Over at Conglomerate, David Zaring (formerly a W&L law professor, now at Wharton) expands upon Greg Mankiw's observations on the sociology of economics, including musing on why economists are (or come off as) so great. Here is an excerpt:
[T]here’s no question that economists are well trained social scientists, with plenty of math and a confident professional ethos. Economists are also good in workshops – and I occasionally think that the old law professor credo of “have a theory about anything and speak in full paragraphs rich with prosody” is less popular in the interdisciplinary seminar rooms of our universities now that economists are coming too, and biting into the confounders and omitted variables. ...
Economists may crush all comers in seminars, Mankiw thinks, because "economics may attract people with a particular set of personality attributes, and perhaps these attributes are not the same set of attributes you might choose for your next dinner party.”
Mankiw's original post also contains this nugget:
[T]he set of advocates who are economists is quite small (I don't know if this reflects treatment or selection). In general, economists are more likely to make up their minds about whether a particular policy works based on theory or data. They may have priors, but not the the sort of "do-gooder"priors that advocates have. One of the reasons that economists are so aggressive with the non-economists is that we want to expose all the priors immediately.
I love this statement, at least as an aspiration. Of course, as noted in one recent critique of economists (see "Economics is a 'Triumph of Theory Over Fact'"), it is also possible to be so in love with your theory that you dismiss any need to test its most basic assumptions.
According to economists, economic research is the only thing immune to the forces of economics. For example, imagine there is an immense store of capital which would like research on theories that capital gains should not be taxed, trade is good for everyone, and the minimum wage is a very bad thing. Just for fun, let's call this demand. Imagine there is no capital demanding research on the value of the minimum wage. What research will be produced?
Economics is an infant science, and one that is ironically misshapen by the forces of economics. Like many children, its reach exceeds its grasp.
As with other sciences, at its best it serves humanity and at worst it serves the basest human instincts. Hopefully the dismal science can mature before too much more human damage in done. But I am less than hopeful on this point. If the free-market no-government response to Katrina does not modify the free market advocates of the world, what will?
Posted by: Jean Camp | 24 September 2007 at 09:32 PM
Bill --
The idea that certain fields attract certain personalities is an interesting one. But there is a chicken and egg question -- I suspect, for example, that legal education and the practice of law have an on personality, although some might argue that the effect is only on behavior. Empirically testable, I wonder?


§ PROBLEM REQUIREMENTS
Find all lines below containing the string "Відгуки" and return them.
--- START ---
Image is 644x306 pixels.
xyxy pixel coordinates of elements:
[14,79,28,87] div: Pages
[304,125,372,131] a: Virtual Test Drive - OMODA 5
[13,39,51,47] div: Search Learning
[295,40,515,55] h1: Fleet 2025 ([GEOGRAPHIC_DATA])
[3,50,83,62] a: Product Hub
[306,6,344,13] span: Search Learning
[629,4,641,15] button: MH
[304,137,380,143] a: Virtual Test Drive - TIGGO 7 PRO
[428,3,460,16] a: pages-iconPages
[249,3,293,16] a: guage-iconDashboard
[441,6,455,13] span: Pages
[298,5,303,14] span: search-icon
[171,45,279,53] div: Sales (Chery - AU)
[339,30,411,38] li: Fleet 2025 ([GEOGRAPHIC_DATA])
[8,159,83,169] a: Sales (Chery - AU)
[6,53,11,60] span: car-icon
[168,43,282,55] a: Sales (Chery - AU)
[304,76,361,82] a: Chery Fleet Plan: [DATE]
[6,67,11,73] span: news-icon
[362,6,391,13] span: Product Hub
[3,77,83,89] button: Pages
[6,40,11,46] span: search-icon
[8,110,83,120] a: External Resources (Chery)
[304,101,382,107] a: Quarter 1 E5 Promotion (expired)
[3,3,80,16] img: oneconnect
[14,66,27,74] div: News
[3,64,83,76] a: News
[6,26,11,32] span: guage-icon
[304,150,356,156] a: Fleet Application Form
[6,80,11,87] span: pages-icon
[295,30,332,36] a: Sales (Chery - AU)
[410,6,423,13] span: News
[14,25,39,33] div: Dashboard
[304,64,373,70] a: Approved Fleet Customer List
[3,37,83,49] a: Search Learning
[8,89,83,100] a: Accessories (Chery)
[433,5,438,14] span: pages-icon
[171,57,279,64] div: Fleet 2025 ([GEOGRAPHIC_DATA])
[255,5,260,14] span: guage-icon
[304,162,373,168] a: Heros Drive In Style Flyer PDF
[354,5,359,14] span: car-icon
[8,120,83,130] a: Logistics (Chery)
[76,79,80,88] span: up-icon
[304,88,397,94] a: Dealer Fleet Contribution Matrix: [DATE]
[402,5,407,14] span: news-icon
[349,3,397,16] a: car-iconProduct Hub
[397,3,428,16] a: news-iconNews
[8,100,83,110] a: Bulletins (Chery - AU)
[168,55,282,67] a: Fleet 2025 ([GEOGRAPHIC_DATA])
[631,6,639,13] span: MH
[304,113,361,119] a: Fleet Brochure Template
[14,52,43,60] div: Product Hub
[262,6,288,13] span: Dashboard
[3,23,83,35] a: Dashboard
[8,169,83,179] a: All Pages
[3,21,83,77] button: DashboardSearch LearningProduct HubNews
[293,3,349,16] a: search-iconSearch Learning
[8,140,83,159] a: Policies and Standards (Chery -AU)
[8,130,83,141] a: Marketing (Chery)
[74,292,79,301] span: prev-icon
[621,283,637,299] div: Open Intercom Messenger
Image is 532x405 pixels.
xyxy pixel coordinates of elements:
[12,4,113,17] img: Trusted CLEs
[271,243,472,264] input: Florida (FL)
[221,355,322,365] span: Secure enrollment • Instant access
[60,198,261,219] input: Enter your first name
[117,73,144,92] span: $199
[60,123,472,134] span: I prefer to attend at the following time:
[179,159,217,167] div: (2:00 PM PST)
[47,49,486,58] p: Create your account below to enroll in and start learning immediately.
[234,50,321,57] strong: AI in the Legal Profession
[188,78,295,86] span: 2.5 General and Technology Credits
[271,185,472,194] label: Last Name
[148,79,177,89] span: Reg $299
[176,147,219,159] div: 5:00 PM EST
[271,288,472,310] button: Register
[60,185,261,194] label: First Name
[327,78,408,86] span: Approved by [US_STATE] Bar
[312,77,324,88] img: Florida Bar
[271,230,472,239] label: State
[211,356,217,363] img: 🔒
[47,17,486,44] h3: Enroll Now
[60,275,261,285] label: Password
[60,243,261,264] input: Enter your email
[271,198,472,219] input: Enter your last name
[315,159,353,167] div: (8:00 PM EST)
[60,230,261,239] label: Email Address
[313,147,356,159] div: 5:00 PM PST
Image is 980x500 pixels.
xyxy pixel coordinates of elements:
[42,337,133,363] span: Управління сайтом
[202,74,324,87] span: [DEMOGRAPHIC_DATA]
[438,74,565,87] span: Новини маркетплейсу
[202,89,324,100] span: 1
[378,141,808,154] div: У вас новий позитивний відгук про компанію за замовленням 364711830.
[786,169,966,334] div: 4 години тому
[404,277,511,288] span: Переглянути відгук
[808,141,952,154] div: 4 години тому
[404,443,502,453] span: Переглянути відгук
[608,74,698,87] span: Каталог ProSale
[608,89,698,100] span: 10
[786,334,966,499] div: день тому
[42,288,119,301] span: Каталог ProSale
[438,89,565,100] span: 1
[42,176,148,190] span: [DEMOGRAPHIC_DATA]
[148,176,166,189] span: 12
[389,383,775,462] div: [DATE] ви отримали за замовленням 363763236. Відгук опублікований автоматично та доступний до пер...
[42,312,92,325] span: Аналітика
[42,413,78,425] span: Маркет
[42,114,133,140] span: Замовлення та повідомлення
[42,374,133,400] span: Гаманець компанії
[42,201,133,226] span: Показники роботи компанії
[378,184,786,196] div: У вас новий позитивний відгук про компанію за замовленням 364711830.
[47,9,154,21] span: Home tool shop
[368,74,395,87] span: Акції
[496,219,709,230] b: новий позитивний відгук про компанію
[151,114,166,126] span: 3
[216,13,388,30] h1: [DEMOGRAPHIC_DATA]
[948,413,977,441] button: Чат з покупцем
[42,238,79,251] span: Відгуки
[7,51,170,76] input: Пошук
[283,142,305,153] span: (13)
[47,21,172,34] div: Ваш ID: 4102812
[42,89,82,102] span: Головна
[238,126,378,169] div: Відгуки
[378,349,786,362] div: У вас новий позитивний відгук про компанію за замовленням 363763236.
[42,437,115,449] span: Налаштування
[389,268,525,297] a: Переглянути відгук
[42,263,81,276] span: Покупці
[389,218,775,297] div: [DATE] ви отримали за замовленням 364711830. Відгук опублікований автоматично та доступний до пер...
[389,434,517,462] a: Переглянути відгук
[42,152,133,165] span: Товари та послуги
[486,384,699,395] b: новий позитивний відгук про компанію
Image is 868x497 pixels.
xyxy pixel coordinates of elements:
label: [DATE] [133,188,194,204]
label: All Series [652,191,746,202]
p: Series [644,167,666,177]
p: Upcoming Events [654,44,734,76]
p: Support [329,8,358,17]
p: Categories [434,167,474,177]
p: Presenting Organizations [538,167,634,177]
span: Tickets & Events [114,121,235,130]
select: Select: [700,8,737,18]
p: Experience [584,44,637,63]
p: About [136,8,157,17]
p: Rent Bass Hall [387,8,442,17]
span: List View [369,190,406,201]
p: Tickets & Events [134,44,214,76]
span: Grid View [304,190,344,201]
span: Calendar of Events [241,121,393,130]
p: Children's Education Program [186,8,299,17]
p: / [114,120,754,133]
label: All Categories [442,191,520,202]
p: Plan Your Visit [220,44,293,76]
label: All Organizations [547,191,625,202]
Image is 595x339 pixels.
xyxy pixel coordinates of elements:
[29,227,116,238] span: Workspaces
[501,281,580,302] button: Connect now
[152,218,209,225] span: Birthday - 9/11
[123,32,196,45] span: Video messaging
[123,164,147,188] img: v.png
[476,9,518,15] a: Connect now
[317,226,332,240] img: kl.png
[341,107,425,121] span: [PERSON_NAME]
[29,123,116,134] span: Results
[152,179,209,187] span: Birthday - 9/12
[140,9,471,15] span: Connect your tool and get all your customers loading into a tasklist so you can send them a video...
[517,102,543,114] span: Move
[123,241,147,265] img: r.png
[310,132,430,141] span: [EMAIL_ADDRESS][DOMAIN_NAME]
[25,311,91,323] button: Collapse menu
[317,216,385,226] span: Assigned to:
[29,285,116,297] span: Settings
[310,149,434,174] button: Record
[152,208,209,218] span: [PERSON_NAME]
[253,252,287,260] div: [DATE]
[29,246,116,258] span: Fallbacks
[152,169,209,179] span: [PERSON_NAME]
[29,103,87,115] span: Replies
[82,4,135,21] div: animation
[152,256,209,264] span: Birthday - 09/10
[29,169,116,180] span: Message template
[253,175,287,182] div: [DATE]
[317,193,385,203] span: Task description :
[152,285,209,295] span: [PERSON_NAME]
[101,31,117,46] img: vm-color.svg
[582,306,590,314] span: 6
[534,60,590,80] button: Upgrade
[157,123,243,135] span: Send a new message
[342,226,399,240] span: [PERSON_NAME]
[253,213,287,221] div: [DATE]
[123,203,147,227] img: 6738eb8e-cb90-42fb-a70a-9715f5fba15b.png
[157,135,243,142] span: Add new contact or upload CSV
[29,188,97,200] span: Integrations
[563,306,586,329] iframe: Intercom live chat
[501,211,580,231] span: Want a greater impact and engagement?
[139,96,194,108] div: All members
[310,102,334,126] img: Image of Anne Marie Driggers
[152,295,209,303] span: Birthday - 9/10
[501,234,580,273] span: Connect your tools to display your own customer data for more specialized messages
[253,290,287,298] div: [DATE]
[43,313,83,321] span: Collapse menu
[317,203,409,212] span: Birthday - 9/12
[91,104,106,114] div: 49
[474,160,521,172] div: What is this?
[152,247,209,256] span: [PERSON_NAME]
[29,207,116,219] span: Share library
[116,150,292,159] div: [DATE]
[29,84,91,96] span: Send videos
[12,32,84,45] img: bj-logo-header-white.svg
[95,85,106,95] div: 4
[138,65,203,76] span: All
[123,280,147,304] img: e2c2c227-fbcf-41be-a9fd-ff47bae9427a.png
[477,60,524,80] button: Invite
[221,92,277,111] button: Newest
--- END ---
§ RESPONSE TO THE TASK
[42,238,79,251] span: Відгуки
[238,126,378,169] div: Відгуки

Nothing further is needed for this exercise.